At the end of my junior year at Pinecrest, my counselor, my homeroom teacher, and the vice principal joined my mother at a large table that seemed to be specifically for meetings like these. I had been in so many of these meetings. The vice principal opened my Pinecrest file—thin, practically roomy—and I had a choice: I could stay at Pinecrest for my senior year and graduate through this program. I had an A in all my classes. I got to take French. There was group therapy every afternoon. I was a model student. Once I saw a boy being restrained by three staff members because he had some sort of psychotic break and started screaming awful things in the hall. Me, I just couldn’t figure out why I wasn’t happy and couldn’t get to school on time. I had mostly stopped cutting myself by then. By Pinecrest standards, I was a success story. My high school diploma would still say Hunt High School, where I was supposed to be, and I was legally protected from disclosing any of my disability accommodations in my college applications. No one would ever have to know.
Or I could go back to Hunt. A chance to be a normal teen girl, everything ordinary and boring. How I longed to be boring. Anything was better than the drama of my depression and mood swings.
“I want to go back to Hunt,” I said, a choice that unknowingly led me full speed to the teacher.
I wish I could reach back through space and time and make a different decision. And then I wonder about things like fate, how sometimes things are just chosen for you, how some women are chosen to endure suffering.
Sometimes we are the ones who choose it—Pandora opens the box of pain herself; even though it is a trap, even though she doesn’t understand what is going to happen, it is her own hand that breaks the lock open.
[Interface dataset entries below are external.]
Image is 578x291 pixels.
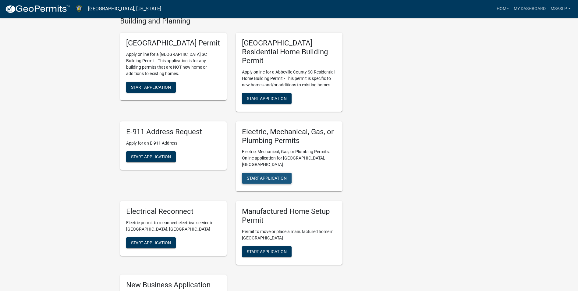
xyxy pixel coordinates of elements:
[88,4,161,14] a: [GEOGRAPHIC_DATA], [US_STATE]
[131,85,171,90] span: Start Application
[242,127,336,145] h5: Electric, Mechanical, Gas, or Plumbing Permits
[242,69,336,88] p: Apply online for a Abbeville County SC Residential Home Building Permit - This permit is specific...
[126,207,221,216] h5: Electrical Reconnect
[131,154,171,159] span: Start Application
[126,82,176,93] button: Start Application
[511,3,548,15] a: My Dashboard
[126,51,221,77] p: Apply online for a [GEOGRAPHIC_DATA] SC Building Permit - This application is for any building pe...
[247,96,287,101] span: Start Application
[126,140,221,146] p: Apply for an E-911 Address
[247,249,287,254] span: Start Application
[242,39,336,65] h5: [GEOGRAPHIC_DATA] Residential Home Building Permit
[75,5,83,13] img: Abbeville County, South Carolina
[131,240,171,245] span: Start Application
[494,3,511,15] a: Home
[126,280,221,289] h5: New Business Application
[242,148,336,168] p: Electric, Mechanical, Gas, or Plumbing Permits: Online application for [GEOGRAPHIC_DATA], [GEOGRA...
[548,3,573,15] a: MSASLP
[242,246,292,257] button: Start Application
[126,151,176,162] button: Start Application
[126,219,221,232] p: Electric permit to reconnect electrical service in [GEOGRAPHIC_DATA], [GEOGRAPHIC_DATA]
[247,175,287,180] span: Start Application
[242,172,292,183] button: Start Application
[126,39,221,48] h5: [GEOGRAPHIC_DATA] Permit
[242,207,336,225] h5: Manufactured Home Setup Permit
[242,93,292,104] button: Start Application
[126,237,176,248] button: Start Application
[242,228,336,241] p: Permit to move or place a manufactured home in [GEOGRAPHIC_DATA]
[126,127,221,136] h5: E-911 Address Request
[120,17,342,26] h4: Building and Planning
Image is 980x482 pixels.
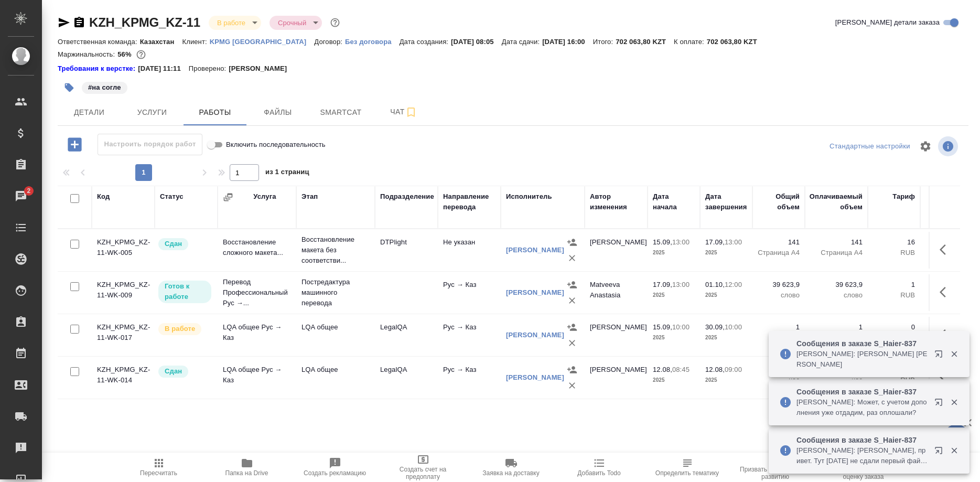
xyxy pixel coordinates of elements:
div: Код [97,191,110,202]
span: Детали [64,106,114,119]
p: час [758,333,800,343]
a: [PERSON_NAME] [506,246,564,254]
div: Исполнитель может приступить к работе [158,279,212,304]
a: Требования к верстке: [58,63,138,74]
p: 141 [758,237,800,247]
p: 16 [873,237,915,247]
p: 2025 [705,333,747,343]
button: Удалить [564,378,580,394]
p: 10:00 [725,323,742,331]
p: KPMG [GEOGRAPHIC_DATA] [209,38,314,46]
button: Открыть в новой вкладке [928,440,953,465]
svg: Подписаться [405,106,417,119]
button: Закрыть [943,397,965,407]
div: Этап [302,191,318,202]
p: 1 [873,279,915,290]
p: 15.09, [653,323,672,331]
div: Статус [160,191,184,202]
p: Проверено: [189,63,229,74]
p: [DATE] 16:00 [542,38,593,46]
td: Восстановление сложного макета... [218,231,296,269]
p: слово [810,290,863,301]
button: В работе [214,18,248,27]
div: В работе [270,16,322,30]
p: 1 [758,322,800,333]
p: 17.09, [653,280,672,289]
p: 2025 [653,247,694,258]
p: 39 623,9 [810,279,863,290]
td: Matveeva Anastasia [585,274,648,311]
div: Дата начала [653,191,694,212]
p: RUB [873,290,915,301]
p: Постредактура машинного перевода [302,277,370,308]
p: Клиент: [182,38,209,46]
td: KZH_KPMG_KZ-11-WK-005 [92,231,155,269]
p: слово [758,290,800,301]
p: [PERSON_NAME]: [PERSON_NAME], привет. Тут [DATE] не сдали первый файл клиенту. [796,445,927,466]
span: Smartcat [316,106,366,119]
span: 2 [21,186,37,196]
p: LQA общее [302,322,370,333]
p: Дата сдачи: [502,38,542,46]
span: Посмотреть информацию [938,136,960,156]
button: Закрыть [943,350,965,359]
div: Менеджер проверил работу исполнителя, передает ее на следующий этап [158,365,212,378]
span: [PERSON_NAME] детали заказа [835,18,940,27]
td: KZH_KPMG_KZ-11-WK-017 [92,317,155,353]
button: Срочный [275,18,309,27]
div: Автор изменения [590,191,643,212]
td: Перевод Профессиональный Рус →... [218,272,296,314]
p: Без договора [345,38,400,46]
button: Назначить [564,235,580,250]
a: KZH_KPMG_KZ-11 [89,15,200,30]
button: Удалить [564,250,580,266]
button: Назначить [564,277,580,292]
p: 0 [873,322,915,333]
span: Услуги [127,106,177,119]
p: Договор: [314,38,345,46]
a: 2 [2,183,40,209]
td: LegalQA [375,317,438,353]
a: Без договора [345,37,400,46]
td: Рус → Каз [438,317,501,353]
p: час [758,375,800,385]
p: Сдан [164,238,182,249]
p: 702 063,80 KZT [707,38,765,46]
td: DTPlight [375,231,438,269]
p: 2 256 [926,237,972,247]
button: Открыть в новой вкладке [928,343,953,369]
p: 2025 [705,247,747,258]
td: Рус → Каз [438,359,501,396]
span: Включить последовательность [226,139,326,150]
button: Удалить [564,292,580,308]
p: RUB [926,247,972,258]
p: Страница А4 [810,247,863,258]
p: [PERSON_NAME] [228,63,295,74]
td: Не указан [438,231,501,269]
p: 1 [810,322,863,333]
p: [DATE] 08:05 [451,38,502,46]
span: на согле [81,82,129,91]
p: [PERSON_NAME]: [PERSON_NAME] [PERSON_NAME] [796,349,927,370]
p: 2025 [653,375,694,385]
span: Файлы [253,106,303,119]
p: [PERSON_NAME]: Может, с учетом дополнения уже отдадим, раз оплошали? [796,397,927,418]
button: Добавить работу [60,134,89,155]
p: 39 623,9 [926,279,972,290]
span: Настроить таблицу [913,134,938,159]
span: из 1 страниц [265,166,309,181]
p: В работе [164,324,195,334]
p: 13:00 [672,280,690,289]
p: 09:00 [725,365,742,373]
p: RUB [926,290,972,301]
span: Чат [378,105,429,119]
button: Закрыть [943,445,965,455]
div: Менеджер проверил работу исполнителя, передает ее на следующий этап [158,237,212,251]
p: RUB [873,247,915,258]
button: Добавить тэг [58,76,81,99]
div: Услуга [254,191,276,202]
button: Сгруппировать [223,192,233,203]
div: Подразделение [380,191,434,202]
p: 30.09, [705,323,725,331]
p: 2025 [705,375,747,385]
How in “The Little Mermaid,” the real one, not the Disney fantasy, she chooses to drink the Sea Witch’s concoction that will let her dance with legs and the prince instead of just the waves, but every step she takes is like on a sharp knife. In the original story, the whole time the sea nymph is falling in love, her feet are bleeding from supernatural, invisible blades. Even drinking the potion is a sword through her body. And yet it is her choice. She wants this. Every step is hers.
It seems as if no matter how active or passive a girl is, she is still doomed.
Before I returned to Hunt High School and met Mr. North, I had never read Nabokov. I only knew tangentially of the Lolita myth—the sexy girl who traps men and so suffers for it. I didn’t know that Nabokov was a classicist, that he had published papers and lectured on the intricacies of antiquity and the lessons we should keep. I didn’t know how the myths of more than a thousand years ago were indelibly stamped onto his books, how all of this would indelibly stain my life. I didn’t know any of this at seventeen. I knew only that I wanted to wake up from these years of sadness and loneliness and be normal. I wanted to go back to my high school.